Springfloden (2016–2018)
7/10
A nice addition for genre's lovers
28 May 2016
While not as polished and gripping as the best police dramas out there (with the first series of True Detective as the category benchmark), Springfloden does a good job in most of the departments.

The very beautiful Olivia is a Swedish police academy student who stumbles by chance on an old unsolved murder case that obsessed her father - the detective investigating on it - up until his death. Of course she can't resist the lure of this mystery and embarks herself on an unofficial investigation that will bring a lot of surprises and messes all around Sweden.

The writing and the side stories are well crafted and interestingly enough deal with social issues in developed countries (homeless, children without an economically stable/culturally evolved family). There's also some room for slightly humorous moments that in my opinion just add up points to the realistic tone of the drama.

As a whole I could find very few holes in how the pieces got connected together, yet for some reason or another I couldn't suspend the disbelief: most of the time everything was clearly part of an acted TV fiction. This might be due to the depth of the backstories of the characters we get to know which barely comes to the surface when these characters act. However It's hard to say this is any specific actor's fault (at least the leads showed a proper range): I would instead point the finger to the writing (which may have tried too hard to include cool stuff) or to the direction (which possibly wasn't able to capture the complexity of the characters in an expressive way).

This said Springfloden is a series you can't miss if you are into detective stories because it's more realistic and better executed than the 90% of the genre's other incarnations.
28 out of 35 found this helpful. Was this review helpful? Sign in to vote.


What this task involves -
Begin with the first line below and retype each line exactly through the line containing "Image is 644x324 pixels.". Any pictures are to be left out.

Data provided -
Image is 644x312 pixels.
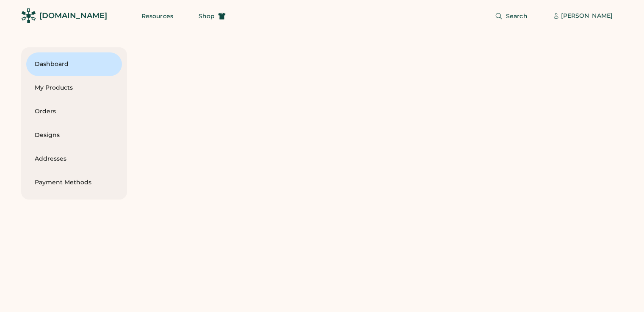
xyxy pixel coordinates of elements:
[199,13,215,19] span: Shop
[485,8,538,25] button: Search
[21,8,36,23] img: Rendered Logo - Screens
[35,179,114,187] div: Payment Methods
[35,84,114,92] div: My Products
[35,60,114,69] div: Dashboard
[39,10,107,21] div: [DOMAIN_NAME]
[506,13,528,19] span: Search
[35,155,114,163] div: Addresses
[35,107,114,116] div: Orders
[561,12,613,20] div: [PERSON_NAME]
[132,8,183,25] button: Resources
[189,8,236,25] button: Shop
[35,131,114,140] div: Designs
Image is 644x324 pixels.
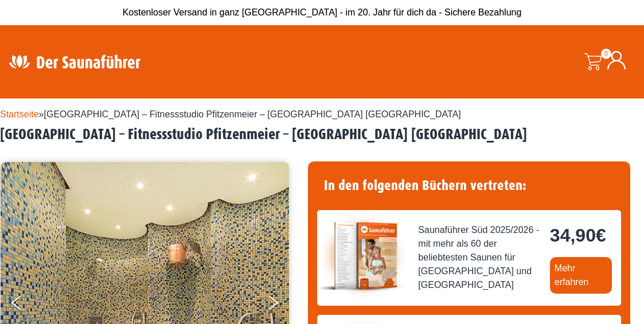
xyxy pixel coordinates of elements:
[596,225,606,246] span: €
[317,210,409,302] img: der-saunafuehrer-2025-sued.jpg
[418,223,541,292] span: Saunaführer Süd 2025/2026 - mit mehr als 60 der beliebtesten Saunen für [GEOGRAPHIC_DATA] und [GE...
[601,49,611,59] span: 0
[267,291,295,319] button: Next
[550,257,612,294] a: Mehr erfahren
[44,110,461,119] span: [GEOGRAPHIC_DATA] – Fitnessstudio Pfitzenmeier – [GEOGRAPHIC_DATA] [GEOGRAPHIC_DATA]
[317,170,621,201] h4: In den folgenden Büchern vertreten:
[550,225,606,246] bdi: 34,90
[12,291,40,319] button: Previous
[122,8,522,17] span: Kostenloser Versand in ganz [GEOGRAPHIC_DATA] - im 20. Jahr für dich da - Sichere Bezahlung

Task answer -
Image is 644x312 pixels.
xyxy pixel coordinates of elements:
[199,13,215,19] span: Shop
[485,8,538,25] button: Search
[21,8,36,23] img: Rendered Logo - Screens
[35,179,114,187] div: Payment Methods
[35,84,114,92] div: My Products
[35,60,114,69] div: Dashboard
[39,10,107,21] div: [DOMAIN_NAME]
[506,13,528,19] span: Search
[35,155,114,163] div: Addresses
[35,107,114,116] div: Orders
[561,12,613,20] div: [PERSON_NAME]
[132,8,183,25] button: Resources
[189,8,236,25] button: Shop
[35,131,114,140] div: Designs
Image is 644x324 pixels.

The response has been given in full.